The Blake lineage died out and Cregg Castle was sold to an English couple in the 1940s.

But the Kirwans were nothing if not self-sufficient and enlightened. John Waters Kirwan, who was the second son of Nicolas Kirwan (born 1869), left Ireland to travel to Australia and in 1895 arrived in the Western Australian mining town of Kalgoorlie, where gold had been discovered. There John worked as a journalist for the local papers, notably the Kalgoorlie Miner, which he eventually took over.

He was elected mayor of Kalgoorlie and later a member of parliament for Western Australia, and was ultimately knighted.

John was a cousin of Archibald Laurence Patrick Kirwan, also of Cregg. According to Laurence's grand-daughter Eleanor Preston, a respected tennis journalist living in London, the family home was gambled away. Indeed the punting gene ran through both sides of the family.

Eleanor's uncle was Viscount Gormanston, who owned Gormanston House, now a school. Her father, Anthony, often said the family lost that house on "fast women and slow horses".

But her grandfather Laurence also became famous in his own right. Laurence left Galway at a young age to go to school in England and by the time of his death in April 1999, aged 91, he had become a world-famous archaeologist, a former director of the British Royal Geographical Society and, like his cousin John, a knight of the realm.

He was noted for excavating royal tombs in the Sudanese desert dating from the fourth and fifth centuries AD, promoting the exploration of Antarctica, and helping to plan and finance the first successful ascent of Mount Everest.

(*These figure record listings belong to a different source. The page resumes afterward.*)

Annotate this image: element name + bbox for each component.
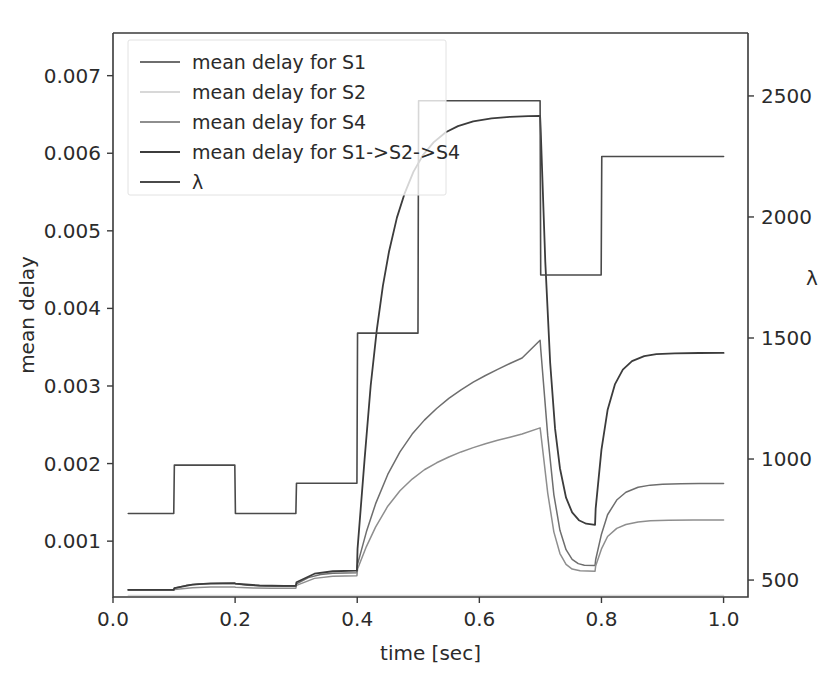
- y2-tick-label: 2000: [761, 205, 812, 229]
- y2-tick-label: 1000: [761, 447, 812, 471]
- x-axis-title: time [sec]: [380, 641, 481, 665]
- x-tick-label: 1.0: [708, 607, 740, 631]
- y-tick-label: 0.007: [44, 64, 101, 88]
- y2-tick-label: 2500: [761, 84, 812, 108]
- legend-label-1: mean delay for S2: [192, 81, 366, 103]
- legend-label-4: λ: [192, 171, 203, 193]
- legend-label-2: mean delay for S4: [192, 111, 366, 133]
- y-tick-label: 0.002: [44, 452, 101, 476]
- chart-canvas: 0.00.20.40.60.81.0 0.0010.0020.0030.0040…: [0, 0, 840, 680]
- legend-label-3: mean delay for S1->S2->S4: [192, 141, 460, 163]
- y-tick-label: 0.004: [44, 296, 101, 320]
- x-tick-label: 0.4: [341, 607, 373, 631]
- x-tick-label: 0.6: [463, 607, 495, 631]
- chart-figure: 0.00.20.40.60.81.0 0.0010.0020.0030.0040…: [0, 0, 840, 680]
- legend: mean delay for S1mean delay for S2mean d…: [128, 40, 460, 195]
- y-tick-label: 0.005: [44, 219, 101, 243]
- y2-tick-label: 1500: [761, 326, 812, 350]
- legend-label-0: mean delay for S1: [192, 51, 366, 73]
- x-tick-label: 0.2: [219, 607, 251, 631]
- x-tick-label: 0.8: [586, 607, 618, 631]
- secondary-y-axis-title: λ: [806, 266, 818, 290]
- y-tick-label: 0.006: [44, 141, 101, 165]
- x-tick-label: 0.0: [97, 607, 129, 631]
- y2-tick-label: 500: [761, 568, 799, 592]
- y-tick-label: 0.001: [44, 529, 101, 553]
- y-tick-label: 0.003: [44, 374, 101, 398]
- y-axis-title: mean delay: [15, 256, 39, 374]
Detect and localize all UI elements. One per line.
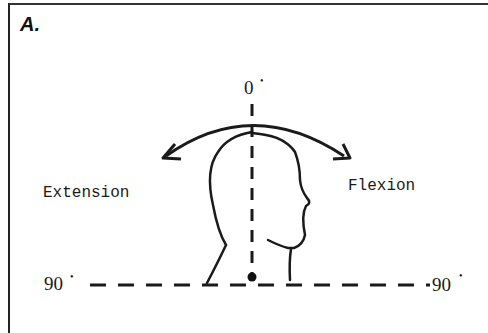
angle-value-left: 90 xyxy=(44,273,63,294)
degree-symbol-top: • xyxy=(260,76,264,86)
motion-arc-icon xyxy=(166,126,344,157)
angle-value-top: 0 xyxy=(244,77,254,98)
head-profile-icon xyxy=(207,132,309,283)
angle-label-top: 0 xyxy=(244,77,254,99)
degree-symbol-right: • xyxy=(459,271,463,281)
angle-value-right: 90 xyxy=(432,274,451,295)
flexion-label: Flexion xyxy=(348,177,415,195)
angle-label-right: 90 xyxy=(432,274,451,296)
pivot-dot-icon xyxy=(248,273,257,282)
extension-label: Extension xyxy=(43,184,129,202)
angle-label-left: 90 xyxy=(44,273,63,295)
neck-front-icon xyxy=(290,249,291,280)
degree-symbol-left: • xyxy=(70,272,74,282)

That latter deed was the most widely known of his enterprises, the Everest expedition of 1953 ending in triumph when Edmund Hillary and his Sherpa, Tenzing Norgay, became the first men to stand at the summit.

Born in 1907, Laurence was educated at Wimbledon School and Merton College, Oxford. During the second World War, he served at the British ministry of defence and in 1943 was promoted to lieutenant colonel.

For the three decades after the war, he was director and secretary of the Royal Geographical Society, a privately supported institution that many Britons look upon as a remnant of lost empire. In that role, he was involved in the planning and financing of three great expeditions.

Known as a gentle but painstaking professor when he taught at Edinburgh, London and Cairo universities, Laurence cut a formidable figure standing all of 6ft 6ins.

His contribution to polar exploration is acknowledged in such placenames as the Kirwan Escarpment, Queen Maud Land in Antarctica, and the Kirwan Inlet on Alexander Island off the Antarctic Peninsula.

Casey Dellacqua, who has reached the second round at Wimbledon after a fine win over the Swiss 12th seed Patty Schnyder, was born in Perth, Australia, to a father with an Italian name, Dellacqua, and a mother with an Irish name, Ward Kirwan.

It transpires that a certain mining town in Western Australia called Kalgoorlie is where Casey's grandparents were born and some of her cousins still live. The connection was made by Eleanor's mother, Jennifer, during the Australian Open this year.

"I guess loads ofAussies have Irish connections," says Casey. "It's fun. I always knew about my Italian roots but now I want to find out more about the Irish side."

While the details are being ironed out, the connection is a strong one. Cregg Castle and Kalgoorlie are joined at the hip and Casey Dellacqua is more Irish than Tony Cascarino.